Event

CreativeMornings Istanbul: Alper Derinboğaz

Date

February 25, 2022

Audience

Open To Public

In February, CreativeMornings Istanbul will take place physically at ATÖLYE. At this month’s event, we are hosting Architectural Designer Alper Derinboğaz with the theme of “monumental”. At the event, Alper will talk about how the theme resonates with his personal and professional journey.

 

Schedule:

09:00-09:30: Welcoming and Breakfast 

09:30-10:00: Talk 

10:00-10.30: Q&A and Networking

*This event will be held in Turkish.

 

About the Speaker:

 

Born in 1982, Alper Derinboğaz graduated from Istanbul Technical University in 2005. He received a Fulbright fellowship for the Advanced Architectural Studies program in Architecture at the University of California, Los Angeles, and won the UCLA Graduate Award. In 2010, Derinboğaz founded his studio, Salon, which is also used as a “meeting space for new ideas or criticism” in French. He continues to work as a studio manager in the architectural design studio at Istanbul Technical University and a jury member in competitions, in addition to his professional practice.

 

The three projects, Gate, Panorama and Augmented Structures, built by Derinboğaz, were included in the Best Architectural Selection of the Year in 2011 and received the Arkitera Young Architect Award in the same year.

 

Derinbogaz won many awards and honors in the international arena. He won the German Design Award and Green Good Design Award in 2018, the Plan Innovative Architecture and Architizer A+ Award in 2015, and was a YAP finalist again in 2015. Derinboğaz, whose works were exhibited in the Pavilion of Turkey, at the 14th Venice Biennale International Architecture Exhibition, which Turkey participated for the first time. He was also included in the Europe 40 Under 40 selection by the European Architecture Center in 2019 and Archdaily’s Best Young Architectural Practices Award in 2020.

 

February’s Theme is Monumental.

 

When we call something monumental, we mean it as a matter of scale. Societies erect statues and build squares and dedicate memorials to prevent the past from being buried. These structures loom large and cast long shadows. They are meant to endure, to keep our ancestors alive in our memories, but sometimes they dwarf the living and engulf life itself. 

 

What does it mean to think on a monumental timescale? To honor the past in such a way that it paves a path for the unfolding of the present?  We have no way of knowing if our memories will outlive us if they will manage to travel the vastness of space and time. But there are people in the future who will need our stories, stories capacious enough to hold all of our humanity. So what will you bear witness to? What will you leave behind when you’re gone?

 

Our Richmond chapter chose this month’s exploration of Monumental and Mending Walls to illustrate the theme.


Using the records below, find every line that includes "teil" and copy it.

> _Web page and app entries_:
---*---
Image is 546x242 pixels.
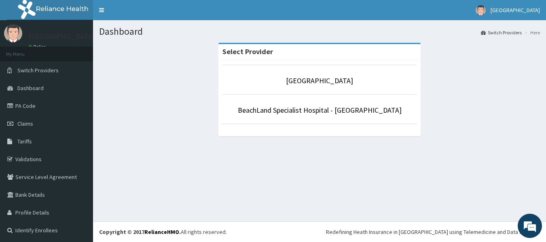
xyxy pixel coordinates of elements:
img: User Image [4,24,22,43]
li: Here [523,29,540,36]
strong: Select Provider [223,47,273,56]
a: Switch Providers [481,29,522,36]
a: Online [28,44,48,50]
strong: Copyright © 2017 . [99,229,181,236]
span: Tariffs [17,138,32,145]
span: Switch Providers [17,67,59,74]
span: Claims [17,120,33,128]
div: Redefining Heath Insurance in [GEOGRAPHIC_DATA] using Telemedicine and Data Science! [326,228,540,236]
a: [GEOGRAPHIC_DATA] [286,76,353,85]
p: [GEOGRAPHIC_DATA] [28,33,95,40]
footer: All rights reserved. [93,222,546,242]
a: RelianceHMO [145,229,179,236]
span: [GEOGRAPHIC_DATA] [491,6,540,14]
span: Dashboard [17,85,44,92]
a: BeachLand Specialist Hospital - [GEOGRAPHIC_DATA] [238,106,402,115]
img: User Image [476,5,486,15]
h1: Dashboard [99,26,540,37]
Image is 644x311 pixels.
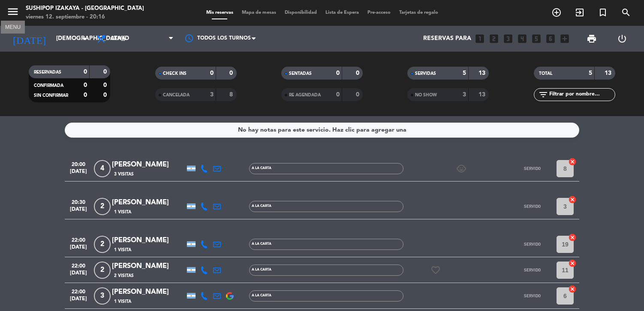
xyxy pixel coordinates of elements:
[112,159,185,170] div: [PERSON_NAME]
[517,33,528,45] i: looks_4
[114,272,134,279] span: 2 Visitas
[463,70,466,76] strong: 5
[1,23,24,31] div: MENU
[112,197,185,208] div: [PERSON_NAME]
[552,7,562,18] i: add_circle_outline
[511,236,554,252] button: SERVIDO
[336,91,340,97] strong: 0
[252,293,271,297] span: A LA CARTA
[545,33,556,45] i: looks_6
[210,91,214,97] strong: 3
[229,91,234,97] strong: 8
[474,33,486,45] i: looks_one
[424,35,472,42] span: Reservas para
[356,70,361,76] strong: 0
[25,13,144,22] div: viernes 12. septiembre - 20:16
[6,29,52,48] i: [DATE]
[569,157,578,166] i: cancel
[524,166,541,171] span: SERVIDO
[598,7,608,18] i: turned_in_not
[25,4,144,13] div: Sushipop Izakaya - [GEOGRAPHIC_DATA]
[363,11,396,15] span: Pre-acceso
[67,196,89,206] span: 20:30
[34,93,68,97] span: SIN CONFIRMAR
[539,71,553,75] span: TOTAL
[605,70,613,76] strong: 13
[114,171,134,178] span: 3 Visitas
[112,235,185,245] div: [PERSON_NAME]
[569,233,578,242] i: cancel
[114,209,131,216] span: 1 Visita
[94,159,111,177] span: 4
[202,11,238,15] span: Mis reservas
[336,70,340,76] strong: 0
[34,83,64,88] span: CONFIRMADA
[607,25,639,52] div: LOG OUT
[511,198,554,215] button: SERVIDO
[430,265,441,275] i: favorite_border
[67,270,89,279] span: [DATE]
[524,242,541,246] span: SERVIDO
[6,5,19,18] i: menu
[621,7,632,18] i: search
[67,244,89,254] span: [DATE]
[67,286,89,295] span: 22:00
[84,68,88,74] strong: 0
[289,71,312,75] span: SENTADAS
[396,11,443,15] span: Tarjetas de regalo
[80,33,90,44] i: arrow_drop_down
[559,33,570,45] i: add_box
[103,92,108,98] strong: 0
[252,242,271,245] span: A LA CARTA
[94,236,111,252] span: 2
[6,5,19,21] button: menu
[575,7,585,18] i: exit_to_app
[163,71,186,75] span: CHECK INS
[587,33,598,44] span: print
[210,70,214,76] strong: 0
[569,258,578,267] i: cancel
[67,295,89,306] span: [DATE]
[67,234,89,244] span: 22:00
[503,33,514,45] i: looks_3
[524,293,541,298] span: SERVIDO
[457,163,466,173] i: child_care
[416,71,437,75] span: SERVIDAS
[538,89,549,100] i: filter_list
[163,93,190,97] span: CANCELADA
[103,82,108,88] strong: 0
[589,70,592,76] strong: 5
[238,125,407,135] div: No hay notas para este servicio. Haz clic para agregar una
[524,203,541,209] span: SERVIDO
[511,159,554,177] button: SERVIDO
[67,168,89,178] span: [DATE]
[463,91,466,97] strong: 3
[281,11,321,15] span: Disponibilidad
[94,261,111,279] span: 2
[94,198,111,215] span: 2
[67,206,89,216] span: [DATE]
[511,287,554,304] button: SERVIDO
[569,195,578,203] i: cancel
[114,246,131,253] span: 1 Visita
[524,267,541,272] span: SERVIDO
[511,261,554,279] button: SERVIDO
[114,298,131,305] span: 1 Visita
[479,70,487,76] strong: 13
[112,260,185,272] div: [PERSON_NAME]
[34,70,61,74] span: RESERVADAS
[111,36,126,42] span: Cena
[479,91,487,97] strong: 13
[94,287,111,304] span: 3
[238,11,281,15] span: Mapa de mesas
[289,93,321,97] span: RE AGENDADA
[252,166,271,170] span: A LA CARTA
[84,82,88,88] strong: 0
[549,89,615,99] input: Filtrar por nombre...
[252,267,271,271] span: A LA CARTA
[229,70,234,76] strong: 0
[569,285,578,293] i: cancel
[252,204,271,208] span: A LA CARTA
[67,159,89,168] span: 20:00
[531,33,542,45] i: looks_5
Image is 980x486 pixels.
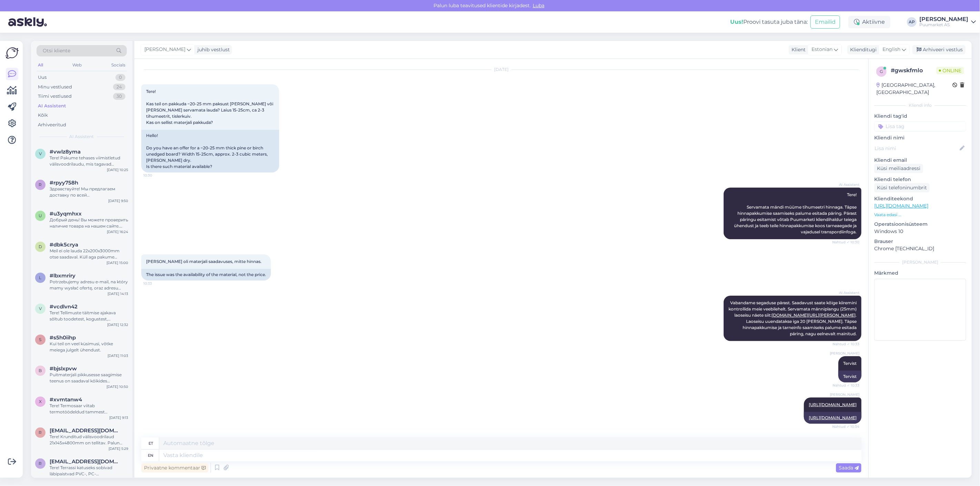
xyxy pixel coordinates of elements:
[49,241,78,248] span: #dbk5crya
[49,459,122,465] span: rauno87@gmail.com
[39,430,42,435] span: r
[49,397,82,403] span: #xvmtanw4
[141,268,271,281] div: The issue was the availability of the material, not the price.
[107,384,128,389] div: [DATE] 10:50
[71,61,83,70] div: Web
[49,248,128,260] div: Meil ei ole lauda 22x200x3000mm otse saadaval. Küll aga pakume puitmaterjali pikkusesse saagimise...
[146,259,261,264] span: [PERSON_NAME] oli materjali saadavuses, mitte hinnas.
[808,415,856,420] a: [URL][DOMAIN_NAME]
[110,61,127,70] div: Socials
[107,167,128,172] div: [DATE] 10:25
[734,192,858,235] span: Tere! Servamata mändi müüme tihumeetri hinnaga. Täpse hinnapakkumise saamiseks palume esitada pär...
[874,144,958,152] input: Lisa nimi
[880,69,883,74] span: g
[49,341,128,353] div: Kui teil on veel küsimusi, võtke meiega julgelt ühendust.
[143,172,169,178] span: 10:30
[810,16,840,29] button: Emailid
[49,155,128,167] div: Tere! Pakume tehases viimistletud välisvoodrilaudu, mis tagavad parema vastupidavuse, värvistabii...
[847,46,876,53] div: Klienditugi
[38,122,67,128] div: Arhiveeritud
[49,433,128,446] div: Tere! Krunditud välisvoodrilaud 21x145x4800mm on tellitav. Palun esitage päring ja meie kliendiha...
[39,368,42,374] span: b
[832,383,859,388] span: Nähtud ✓ 10:33
[890,66,936,75] div: # gwskfmlo
[49,309,128,322] div: Tere! Tellimuste täitmise ajakava sõltub toodetest, kogustest, töökoormusest ja transpordi saadav...
[38,103,67,109] div: AI Assistent
[830,392,859,397] span: [PERSON_NAME]
[141,66,861,72] div: [DATE]
[108,477,128,482] div: [DATE] 12:15
[919,16,976,28] a: [PERSON_NAME]Puumarket AS
[874,157,966,164] p: Kliendi email
[832,240,859,245] span: Nähtud ✓ 10:30
[874,238,966,245] p: Brauser
[833,182,859,187] span: AI Assistent
[531,2,546,8] span: Luba
[38,84,72,90] div: Minu vestlused
[108,353,128,359] div: [DATE] 11:03
[145,46,186,53] span: [PERSON_NAME]
[141,130,279,172] div: Hello! Do you have an offer for a ~20-25 mm thick pine or birch unedged board? Width 15-25cm, app...
[874,122,966,131] input: Lisa tag
[874,203,928,209] a: [URL][DOMAIN_NAME]
[874,176,966,183] p: Kliendi telefon
[148,450,154,461] div: en
[49,403,128,415] div: Tere! Termosaar viitab termotöödeldud tammest terrassilaudadele. Meil on valikus erinevate mõõtme...
[195,46,230,53] div: juhib vestlust
[919,16,968,22] div: [PERSON_NAME]
[874,212,966,218] p: Vaata edasi ...
[49,304,77,309] span: #vcdlvn42
[39,244,42,250] span: d
[833,290,859,296] span: AI Assistent
[49,211,81,217] span: #u3yqmhxx
[830,351,859,356] span: [PERSON_NAME]
[107,229,128,235] div: [DATE] 16:24
[874,164,922,173] div: Küsi meiliaadressi
[146,89,274,125] span: Tere! Kas teil on pakkuda ~20-25 mm paksust [PERSON_NAME] või [PERSON_NAME] servamata lauda? Laiu...
[43,47,71,54] span: Otsi kliente
[874,103,966,108] div: Kliendi info
[882,46,900,53] span: English
[113,84,126,90] div: 24
[907,17,916,27] div: AP
[730,19,743,25] b: Uus!
[107,260,128,265] div: [DATE] 15:00
[832,342,859,346] span: Nähtud ✓ 10:33
[107,322,128,328] div: [DATE] 12:32
[874,228,966,235] p: Windows 10
[115,74,126,81] div: 0
[874,269,966,277] p: Märkmed
[143,281,169,286] span: 10:33
[38,74,47,81] div: Uus
[108,199,128,204] div: [DATE] 9:50
[39,461,42,466] span: r
[49,372,128,384] div: Puitmaterjali pikkusesse saagimise teenus on saadaval kõikides osakondades Puumarketist ostetud p...
[874,112,966,120] p: Kliendi tag'id
[6,47,19,60] img: Askly Logo
[874,195,966,203] p: Klienditeekond
[49,273,76,279] span: #lbxmriry
[49,186,128,199] div: Здравствуйте! Мы предлагаем доставку по всей [GEOGRAPHIC_DATA], включая [GEOGRAPHIC_DATA]. Стоимо...
[808,402,856,407] a: [URL][DOMAIN_NAME]
[874,245,966,252] p: Chrome [TECHNICAL_ID]
[49,335,76,341] span: #s5h0iihp
[38,93,71,100] div: Tiimi vestlused
[874,259,966,265] div: [PERSON_NAME]
[38,112,48,119] div: Kõik
[39,399,42,404] span: x
[49,180,78,186] span: #rpyy758h
[49,428,122,433] span: redikrein@gmail.com
[36,61,44,70] div: All
[843,360,856,366] span: Tervist
[39,213,42,218] span: u
[39,275,42,280] span: l
[39,306,42,311] span: v
[49,465,128,477] div: Tere! Terrassi katuseks sobivad läbipaistvad PVC-, PC- (polükarbonaat) ja akrüülplaadid. Polükarb...
[49,217,128,229] div: Добрый день! Вы можете проверить наличие товара на нашем сайте. Для расчета стоимости доставки в ...
[113,93,126,100] div: 30
[149,438,153,449] div: et
[919,22,968,28] div: Puumarket AS
[874,183,929,192] div: Küsi telefoninumbrit
[874,221,966,228] p: Operatsioonisüsteem
[108,291,128,296] div: [DATE] 14:13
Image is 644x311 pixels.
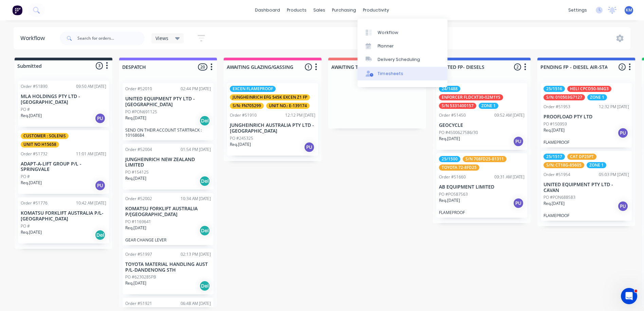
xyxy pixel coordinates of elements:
div: 25/1500 [439,156,460,162]
p: PO #1169641 [125,219,151,225]
p: PO #PO587563 [439,191,468,198]
p: UNITED EQUIPMENT PTY LTD - [GEOGRAPHIC_DATA] [125,96,211,107]
a: Workflow [357,26,447,39]
p: ADAPT-A-LIFT GROUP P/L - SPRINGVALE [21,161,106,172]
div: Order #51450 [439,112,466,119]
div: Order #51890 [21,84,48,89]
p: FLAMEPROOF [543,140,629,145]
div: S/N: CT18G-85605 [543,162,584,168]
div: Workflow [377,29,398,35]
div: 25/1517CAT DP25PTS/N: CT18G-85605ZONE 1Order #5195405:03 PM [DATE]UNITED EQUIPMENT PTY LTD - CAVA... [541,151,632,221]
div: settings [565,5,590,15]
div: Order #5199702:13 PM [DATE]TOYOTA MATERIAL HANDLING AUST P/L-DANDENONG STHPO #6230285PBReq.[DATE]Del [123,248,214,295]
div: Order #51954 [543,171,570,178]
div: EXCEN FLAMEPROOFJUNGHEINRICH EFG 545K EXCEN Z1 FPS/N: FN705299UNIT NO.: E-139174Order #5191012:12... [227,83,318,156]
p: GEOCYCLE [439,123,524,128]
p: Req. [DATE] [439,198,460,203]
div: Workflow [21,34,48,43]
p: Req. [DATE] [21,112,42,119]
div: 05:03 PM [DATE] [599,171,629,178]
span: Views [156,34,168,42]
div: UNIT NO H15658 [21,142,59,147]
div: PU [304,142,315,152]
p: UNITED EQUIPMENT PTY LTD - CAVAN [543,182,629,193]
p: Req. [DATE] [21,229,42,236]
p: PO # [21,173,30,180]
div: 24/1488ENFORCER FLDCXT30-02M1YSS/N 5331400157ZONE 1Order #5145009:52 AM [DATE]GEOCYCLEPO #4500627... [436,83,527,150]
div: 01:54 PM [DATE] [181,146,211,152]
p: PO #PON688583 [543,195,575,201]
p: PO #PON691125 [125,109,157,115]
div: CUSTOMER : SOLENIS [21,133,68,139]
a: dashboard [252,5,283,15]
p: SEND ON THEIR ACCOUNT STARTRACK : 10168684 [125,127,211,138]
div: Del [199,225,210,236]
div: EXCEN FLAMEPROOF [230,86,276,92]
p: PO # [21,106,30,112]
div: 06:48 AM [DATE] [181,300,211,306]
p: Req. [DATE] [125,176,146,182]
div: PU [513,136,524,147]
div: Del [199,115,210,126]
div: ZONE 1 [586,162,606,168]
div: S/N 708FD25-81311 [463,156,506,162]
div: Order #51997 [125,251,152,258]
div: PU [94,113,106,124]
p: JUNGHEINRICH AUSTRALIA PTY LTD - [GEOGRAPHIC_DATA] [230,123,315,134]
p: Req. [DATE] [125,225,146,231]
div: Del [199,280,210,291]
div: 10:34 AM [DATE] [181,196,211,202]
div: Delivery Scheduling [377,56,420,63]
input: Search for orders... [78,31,144,45]
p: MLA HOLDINGS PTY LTD - [GEOGRAPHIC_DATA] [21,93,106,105]
div: Order #51910 [230,112,257,119]
div: sales [310,5,329,15]
div: Order #5200401:54 PM [DATE]JUNGHEINRICH NEW ZEALAND LIMITEDPO #154125Req.[DATE]Del [123,144,214,190]
div: 09:31 AM [DATE] [494,174,524,180]
p: Req. [DATE] [439,135,460,142]
p: GEAR CHANGE LEVER [125,238,211,242]
iframe: Intercom live chat [621,288,637,304]
div: Order #5189009:50 AM [DATE]MLA HOLDINGS PTY LTD - [GEOGRAPHIC_DATA]PO #Req.[DATE]PU [18,81,109,127]
p: FLAMEPROOF [543,213,629,218]
p: Req. [DATE] [230,142,251,147]
p: AB EQUIPMENT LIMITED [439,184,524,190]
div: CAT DP25PT [567,153,596,160]
div: Order #51921 [125,300,152,306]
p: Req. [DATE] [125,115,146,121]
div: PU [617,127,628,139]
span: KM [626,7,632,13]
div: 12:12 PM [DATE] [285,112,315,119]
div: purchasing [329,5,359,15]
div: 25/1500S/N 708FD25-81311TOYOTA 72-8FD25Order #5166009:31 AM [DATE]AB EQUIPMENT LIMITEDPO #PO58756... [436,153,527,218]
div: products [283,5,310,15]
a: Planner [357,40,447,53]
div: Order #5201002:44 PM [DATE]UNITED EQUIPMENT PTY LTD - [GEOGRAPHIC_DATA]PO #PON691125Req.[DATE]Del... [123,83,214,141]
p: Req. [DATE] [21,180,42,186]
div: 11:01 AM [DATE] [76,151,106,157]
div: 10:42 AM [DATE] [76,200,106,206]
div: ZONE 1 [587,94,607,101]
p: PO #150959 [543,121,567,127]
div: 09:50 AM [DATE] [76,84,106,89]
div: Order #5200210:34 AM [DATE]KOMATSU FORKLIFT AUSTRALIA P/[GEOGRAPHIC_DATA]PO #1169641Req.[DATE]Del... [123,193,214,245]
div: 09:52 AM [DATE] [494,112,524,119]
a: Delivery Scheduling [357,53,447,67]
a: Timesheets [357,67,447,81]
p: Req. [DATE] [125,280,146,286]
div: Order #52004 [125,146,152,152]
div: productivity [359,5,392,15]
p: FLAMEPROOF [439,210,524,215]
p: KOMATSU FORKLIFT AUSTRALIA P/[GEOGRAPHIC_DATA] [125,206,211,218]
div: JUNGHEINRICH EFG 545K EXCEN Z1 FP [230,94,310,101]
div: PU [94,180,106,191]
div: Timesheets [377,70,403,76]
div: Order #5177610:42 AM [DATE]KOMATSU FORKLIFT AUSTRALIA P/L-[GEOGRAPHIC_DATA]PO #Req.[DATE]Del [18,198,109,243]
p: PO #245325 [230,135,253,142]
p: Req. [DATE] [543,127,564,133]
div: Planner [377,43,394,49]
div: Del [199,176,210,186]
div: 02:13 PM [DATE] [181,251,211,258]
div: 25/1517 [543,153,565,160]
p: PROOFLOAD PTY LTD [543,114,629,120]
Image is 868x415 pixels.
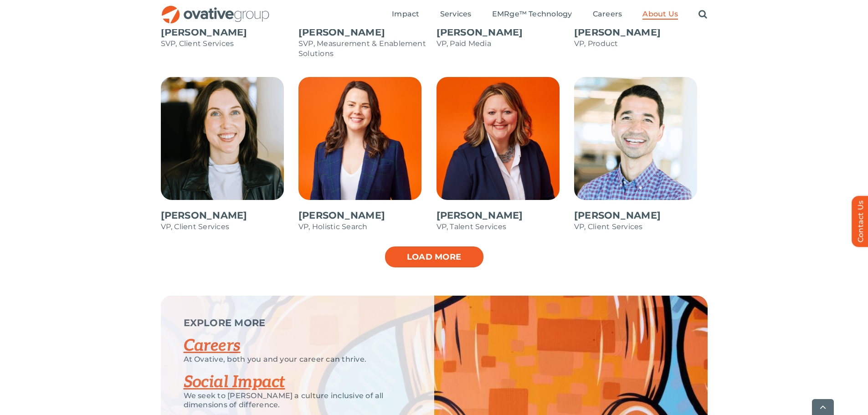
---*---
> _Exercise output_:
[49,341,128,353] div: Kui teil on veel küsimusi, võtke meiega julgelt ühendust.
[146,89,274,125] span: Tere! Kas teil on pakkuda ~20-25 mm paksust [PERSON_NAME] või [PERSON_NAME] servamata lauda? Laiu...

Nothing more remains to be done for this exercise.